The Morning Journal (Lorain, OH)
Elyria Schools plan back on track
Editor’s note: Another Viewpoint is a column the Morning Journal makes available so all sides of an issue may be aired. Thomas Jama is superintendent of the Elyria School District.
Maybe you’ve heard the saying, “Anywhere the struggle is great, the level of ingenuity and inventiveness is high.”
In more than 30 years of education, I’ve had many occasions to see the truth in these words.
Most recently and uppermost in my mind and in the minds of others, is the new-school construction project and the unquestionable budget challenges that the Elyria School District is facing.
The district’s design team and its partner, the Ohio Facilities Construction Commission, are tackling it head on, and making strides.
Before I discuss our headway, however, I need to remind readers of where we’ve come.
Recently in a conference room at the Elyria Schools administration center, the district learned of factors beyond its control that were driving up construction costs by millions. In fact, if immediate changes weren’t implemented, the district was on track to overspend the budget by $7 million to $10 million by the end of the project, and this didn’t even account for millions of dollars’ worth of painstaking cuts the district had already made to the plan to keep escalating costs in check.
This new information had the team calling a time out, and it spurred difficult conversations on ways the district could reduce costs without sacrificing educational quality.
The Ohio Facilities Construction Commission, the district’s majority partner in the project (67 percent owner), offered an option to reduce the plan from five sites to three, thus saving millions and keeping the integrity of the academic spaces and the overall 21st century model of education.
The master plan of facilities has all along called for two new K-4 elementary schools and three new K(PK)-8 campuses located on property the district already owns throughout the city.
That was the plan voters approved in November 2016, and for which the budget was established based on estimates available to the district in 2015. Fast forward to today. Realities include rising construction costs, a saturated market for new-school construction (nearly $2 billion in new school construction set to hit the market), and a new state mandate requiring storm shelters, along with an increased demand for construction after several devastating hurricanes. These factors are all weighing heavily on the budget. New steel tariffs surely will only complicate the situation.
The OFCC, in trying to find a solution that would maintain the educational quality of the plan and keep the project budget balanced, recommended consolidating the schools into three large campus sites, thus eliminating the two small K-4 elementary schools. Oddly, small schools are more expensive to build than large campuses due simply to the economy of scale and shared spaces and systems that drive the cost down.
The state’s recommendation has seen success in other districts, and so it was made known to Elyria board members at a special meeting held last month on March 17, and again at a regular board meeting held March 21.
Residents of Elyria’s south side and throughout the community voiced concern at the March 21 meeting, saying the two small neighborhood elementary schools were indeed needed, especially at the proposed Southside site on Middle Avenue where the current Hamilton school sits and one new K-4 elementary is slated to be built.
The board and school district administrators and the district’s design team took those words to heart.
Since then, the team has been back at the drawing board, discussing how to stick with a five-school plan yet recognizing to do so, certain critical elements must be sacrificed. The original project with five schools can only exist with significant budget adjustments. And, it’s important to recognize in this volatile construction market, there are no guarantees going forward when it comes to costs of materials and labor.
The design team is reviewing all options, including eliminating some construction and education components altogether, yet working to maintain important teaching and learning, and safety elements.
It’s no easy task, but based on the discussions underway and new design concepts that would downsize the buildings significantly — along with the state’s preliminary cost estimates for these — it appears the team is on the right track for a five-school plan. I can assure you, no stone will be left unturned.
I will continue to provide you with updates in this process, and I appreciate your continued participation in and commitment to Elyria Schools.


**Work item**.
Could you count the lines below that include the word "person" and give only the number?

= = =

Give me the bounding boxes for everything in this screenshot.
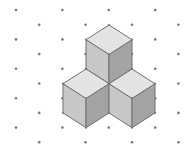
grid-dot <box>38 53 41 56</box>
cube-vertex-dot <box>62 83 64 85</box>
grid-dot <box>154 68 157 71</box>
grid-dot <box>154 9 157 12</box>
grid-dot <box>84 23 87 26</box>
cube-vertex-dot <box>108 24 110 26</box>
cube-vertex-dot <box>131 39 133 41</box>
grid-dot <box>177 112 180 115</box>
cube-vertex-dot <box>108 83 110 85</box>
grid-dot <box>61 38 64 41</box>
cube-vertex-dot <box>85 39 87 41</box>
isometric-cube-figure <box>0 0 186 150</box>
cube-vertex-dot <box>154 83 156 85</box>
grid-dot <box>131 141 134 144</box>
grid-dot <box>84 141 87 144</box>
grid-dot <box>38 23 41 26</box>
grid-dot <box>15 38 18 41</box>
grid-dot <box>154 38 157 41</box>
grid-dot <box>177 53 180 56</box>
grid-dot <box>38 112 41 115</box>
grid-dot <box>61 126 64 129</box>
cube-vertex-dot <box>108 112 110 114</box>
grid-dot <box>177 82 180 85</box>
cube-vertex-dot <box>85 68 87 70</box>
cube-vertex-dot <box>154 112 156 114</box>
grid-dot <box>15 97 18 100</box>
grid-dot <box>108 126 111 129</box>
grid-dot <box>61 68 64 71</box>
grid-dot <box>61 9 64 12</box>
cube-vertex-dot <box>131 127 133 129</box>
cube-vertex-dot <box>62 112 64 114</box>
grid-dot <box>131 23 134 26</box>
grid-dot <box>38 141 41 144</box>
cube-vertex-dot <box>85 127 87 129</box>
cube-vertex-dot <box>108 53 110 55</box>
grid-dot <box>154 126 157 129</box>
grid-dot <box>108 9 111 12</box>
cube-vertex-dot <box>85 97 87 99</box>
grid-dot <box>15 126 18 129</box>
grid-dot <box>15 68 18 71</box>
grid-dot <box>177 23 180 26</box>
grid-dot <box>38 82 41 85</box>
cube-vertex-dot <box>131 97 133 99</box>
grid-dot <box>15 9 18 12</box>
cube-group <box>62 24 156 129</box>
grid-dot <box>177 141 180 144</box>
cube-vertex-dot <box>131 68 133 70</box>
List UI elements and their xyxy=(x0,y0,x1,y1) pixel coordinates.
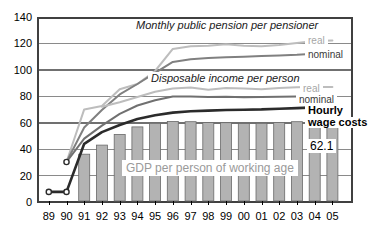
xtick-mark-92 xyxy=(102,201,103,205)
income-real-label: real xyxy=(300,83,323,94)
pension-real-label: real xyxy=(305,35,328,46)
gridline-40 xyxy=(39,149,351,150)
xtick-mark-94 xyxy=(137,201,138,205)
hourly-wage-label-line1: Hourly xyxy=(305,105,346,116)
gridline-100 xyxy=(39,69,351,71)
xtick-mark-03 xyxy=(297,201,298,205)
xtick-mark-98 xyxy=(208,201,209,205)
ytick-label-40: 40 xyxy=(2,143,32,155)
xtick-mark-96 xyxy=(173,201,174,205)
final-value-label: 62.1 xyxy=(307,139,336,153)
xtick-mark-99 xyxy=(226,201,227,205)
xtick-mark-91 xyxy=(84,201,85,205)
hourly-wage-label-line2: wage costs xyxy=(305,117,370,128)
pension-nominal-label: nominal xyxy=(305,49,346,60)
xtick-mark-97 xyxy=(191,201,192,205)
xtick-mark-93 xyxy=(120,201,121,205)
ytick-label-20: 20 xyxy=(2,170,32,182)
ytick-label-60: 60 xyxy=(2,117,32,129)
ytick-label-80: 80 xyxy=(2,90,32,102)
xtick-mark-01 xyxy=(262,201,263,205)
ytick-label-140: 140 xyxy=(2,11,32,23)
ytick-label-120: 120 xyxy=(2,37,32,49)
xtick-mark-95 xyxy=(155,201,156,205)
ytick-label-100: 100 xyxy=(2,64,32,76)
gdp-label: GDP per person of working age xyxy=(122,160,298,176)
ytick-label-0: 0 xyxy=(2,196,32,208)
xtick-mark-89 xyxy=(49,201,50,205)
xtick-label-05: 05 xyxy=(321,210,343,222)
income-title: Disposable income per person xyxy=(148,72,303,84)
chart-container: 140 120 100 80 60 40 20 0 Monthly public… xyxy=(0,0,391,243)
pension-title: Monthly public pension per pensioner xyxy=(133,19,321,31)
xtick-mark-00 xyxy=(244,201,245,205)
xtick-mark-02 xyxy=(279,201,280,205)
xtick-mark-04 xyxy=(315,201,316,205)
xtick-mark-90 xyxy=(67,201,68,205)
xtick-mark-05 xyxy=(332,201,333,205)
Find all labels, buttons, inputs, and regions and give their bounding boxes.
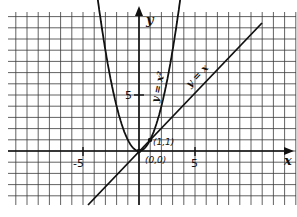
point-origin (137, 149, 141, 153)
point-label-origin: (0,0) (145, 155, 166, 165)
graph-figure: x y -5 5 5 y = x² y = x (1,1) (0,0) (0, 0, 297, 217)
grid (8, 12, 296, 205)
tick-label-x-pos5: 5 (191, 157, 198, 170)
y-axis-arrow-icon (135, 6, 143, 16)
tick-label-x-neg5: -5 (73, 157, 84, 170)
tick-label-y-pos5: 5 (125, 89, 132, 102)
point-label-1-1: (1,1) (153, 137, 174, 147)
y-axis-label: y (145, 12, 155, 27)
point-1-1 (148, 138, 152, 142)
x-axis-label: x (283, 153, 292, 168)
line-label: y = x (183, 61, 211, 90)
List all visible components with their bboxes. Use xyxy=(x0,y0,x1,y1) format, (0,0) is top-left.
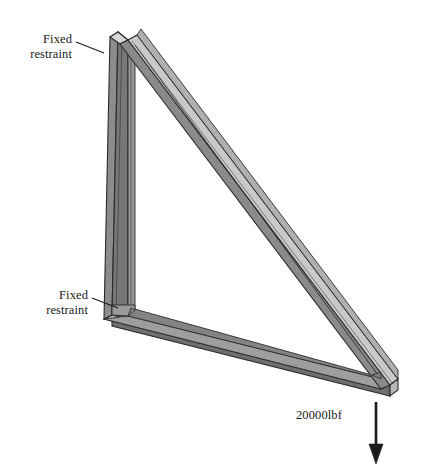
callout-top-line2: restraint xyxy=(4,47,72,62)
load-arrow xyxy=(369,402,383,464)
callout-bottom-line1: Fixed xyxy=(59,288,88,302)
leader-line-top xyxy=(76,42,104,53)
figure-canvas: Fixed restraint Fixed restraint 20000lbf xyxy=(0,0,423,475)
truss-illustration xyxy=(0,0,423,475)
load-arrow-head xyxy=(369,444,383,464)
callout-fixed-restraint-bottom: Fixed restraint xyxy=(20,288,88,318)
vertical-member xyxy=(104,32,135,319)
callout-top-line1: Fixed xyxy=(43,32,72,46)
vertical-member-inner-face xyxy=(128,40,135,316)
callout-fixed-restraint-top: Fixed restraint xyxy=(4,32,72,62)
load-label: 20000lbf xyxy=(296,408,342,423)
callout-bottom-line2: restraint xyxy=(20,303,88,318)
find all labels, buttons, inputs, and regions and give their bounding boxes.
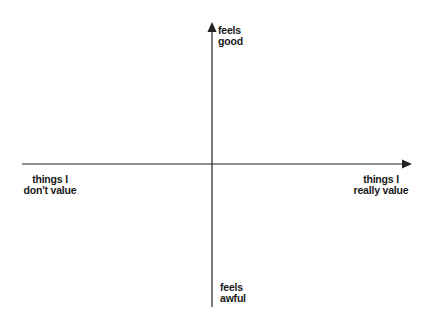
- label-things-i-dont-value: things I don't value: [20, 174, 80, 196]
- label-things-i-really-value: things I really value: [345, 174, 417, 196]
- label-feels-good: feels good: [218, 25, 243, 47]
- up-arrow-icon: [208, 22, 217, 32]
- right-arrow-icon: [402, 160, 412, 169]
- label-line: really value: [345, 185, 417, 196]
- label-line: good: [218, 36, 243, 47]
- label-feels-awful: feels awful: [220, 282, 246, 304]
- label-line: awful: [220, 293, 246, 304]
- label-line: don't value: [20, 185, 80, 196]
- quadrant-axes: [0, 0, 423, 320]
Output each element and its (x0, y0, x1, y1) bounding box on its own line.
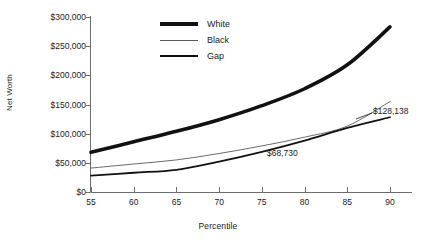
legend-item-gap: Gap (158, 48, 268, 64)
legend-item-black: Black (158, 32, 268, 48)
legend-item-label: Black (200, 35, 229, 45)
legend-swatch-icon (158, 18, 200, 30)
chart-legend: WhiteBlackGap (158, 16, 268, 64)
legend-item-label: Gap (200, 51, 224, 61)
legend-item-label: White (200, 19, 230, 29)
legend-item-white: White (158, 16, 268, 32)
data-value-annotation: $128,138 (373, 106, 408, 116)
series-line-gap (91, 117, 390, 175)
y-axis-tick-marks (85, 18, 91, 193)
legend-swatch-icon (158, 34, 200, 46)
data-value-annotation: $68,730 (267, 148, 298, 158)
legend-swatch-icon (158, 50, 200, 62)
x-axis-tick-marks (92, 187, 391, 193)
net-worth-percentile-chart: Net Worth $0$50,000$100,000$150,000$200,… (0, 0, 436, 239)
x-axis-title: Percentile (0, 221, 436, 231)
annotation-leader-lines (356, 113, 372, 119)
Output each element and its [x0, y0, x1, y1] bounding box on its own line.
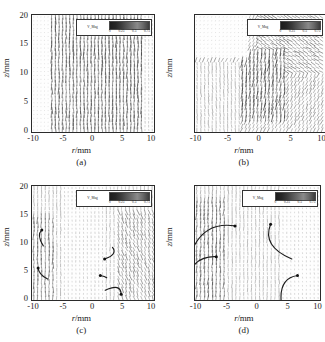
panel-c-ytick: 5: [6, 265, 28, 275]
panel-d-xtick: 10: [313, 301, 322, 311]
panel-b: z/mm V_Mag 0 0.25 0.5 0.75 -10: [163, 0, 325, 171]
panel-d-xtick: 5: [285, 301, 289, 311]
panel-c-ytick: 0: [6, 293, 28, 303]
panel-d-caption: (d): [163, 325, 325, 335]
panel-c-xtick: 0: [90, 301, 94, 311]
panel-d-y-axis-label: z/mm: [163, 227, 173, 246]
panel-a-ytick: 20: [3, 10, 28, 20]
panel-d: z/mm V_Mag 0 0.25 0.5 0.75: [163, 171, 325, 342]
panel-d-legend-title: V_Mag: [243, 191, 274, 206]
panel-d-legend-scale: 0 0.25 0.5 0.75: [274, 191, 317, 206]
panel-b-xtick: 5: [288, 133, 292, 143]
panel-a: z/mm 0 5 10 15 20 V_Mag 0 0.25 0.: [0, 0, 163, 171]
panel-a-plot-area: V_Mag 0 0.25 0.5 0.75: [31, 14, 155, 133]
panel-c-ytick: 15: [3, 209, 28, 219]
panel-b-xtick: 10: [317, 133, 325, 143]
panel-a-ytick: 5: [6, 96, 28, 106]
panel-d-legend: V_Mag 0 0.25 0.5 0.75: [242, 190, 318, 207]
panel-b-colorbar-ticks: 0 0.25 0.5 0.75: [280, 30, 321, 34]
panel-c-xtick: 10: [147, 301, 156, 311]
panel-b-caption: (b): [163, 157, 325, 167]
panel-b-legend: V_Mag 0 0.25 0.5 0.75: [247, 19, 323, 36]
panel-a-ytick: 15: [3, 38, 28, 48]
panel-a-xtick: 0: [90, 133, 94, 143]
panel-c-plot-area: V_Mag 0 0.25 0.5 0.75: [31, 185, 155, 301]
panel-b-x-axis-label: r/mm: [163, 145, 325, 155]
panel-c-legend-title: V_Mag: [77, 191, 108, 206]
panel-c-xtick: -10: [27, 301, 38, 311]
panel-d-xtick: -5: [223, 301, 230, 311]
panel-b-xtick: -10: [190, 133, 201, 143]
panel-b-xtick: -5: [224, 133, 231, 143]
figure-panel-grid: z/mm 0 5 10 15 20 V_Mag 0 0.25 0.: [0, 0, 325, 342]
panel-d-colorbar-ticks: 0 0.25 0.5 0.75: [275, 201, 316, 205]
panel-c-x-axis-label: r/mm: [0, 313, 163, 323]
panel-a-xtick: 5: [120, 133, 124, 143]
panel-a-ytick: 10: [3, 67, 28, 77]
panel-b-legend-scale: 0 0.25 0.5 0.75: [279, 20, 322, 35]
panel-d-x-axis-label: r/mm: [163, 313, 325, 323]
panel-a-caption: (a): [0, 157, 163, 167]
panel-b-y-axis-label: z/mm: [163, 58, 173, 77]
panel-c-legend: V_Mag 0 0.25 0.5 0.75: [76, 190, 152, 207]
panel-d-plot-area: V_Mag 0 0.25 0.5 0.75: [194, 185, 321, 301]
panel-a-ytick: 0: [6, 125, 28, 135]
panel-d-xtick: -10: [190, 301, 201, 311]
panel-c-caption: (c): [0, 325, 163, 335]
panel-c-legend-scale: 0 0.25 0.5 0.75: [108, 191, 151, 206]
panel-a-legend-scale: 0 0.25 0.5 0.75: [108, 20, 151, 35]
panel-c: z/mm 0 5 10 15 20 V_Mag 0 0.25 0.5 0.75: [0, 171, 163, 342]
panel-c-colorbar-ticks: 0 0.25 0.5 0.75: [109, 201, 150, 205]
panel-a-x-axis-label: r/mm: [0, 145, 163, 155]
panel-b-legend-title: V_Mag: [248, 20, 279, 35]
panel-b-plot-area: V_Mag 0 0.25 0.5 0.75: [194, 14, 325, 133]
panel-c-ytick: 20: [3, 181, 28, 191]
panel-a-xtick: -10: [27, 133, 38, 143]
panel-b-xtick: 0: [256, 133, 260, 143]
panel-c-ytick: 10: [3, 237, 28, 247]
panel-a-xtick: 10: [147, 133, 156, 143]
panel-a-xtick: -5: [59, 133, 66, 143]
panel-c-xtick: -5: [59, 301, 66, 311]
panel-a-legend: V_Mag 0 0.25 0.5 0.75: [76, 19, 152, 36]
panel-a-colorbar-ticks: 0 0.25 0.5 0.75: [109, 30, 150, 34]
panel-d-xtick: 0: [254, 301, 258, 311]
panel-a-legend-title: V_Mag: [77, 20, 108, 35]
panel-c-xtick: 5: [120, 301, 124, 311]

= = =

**Exercise answer**.
2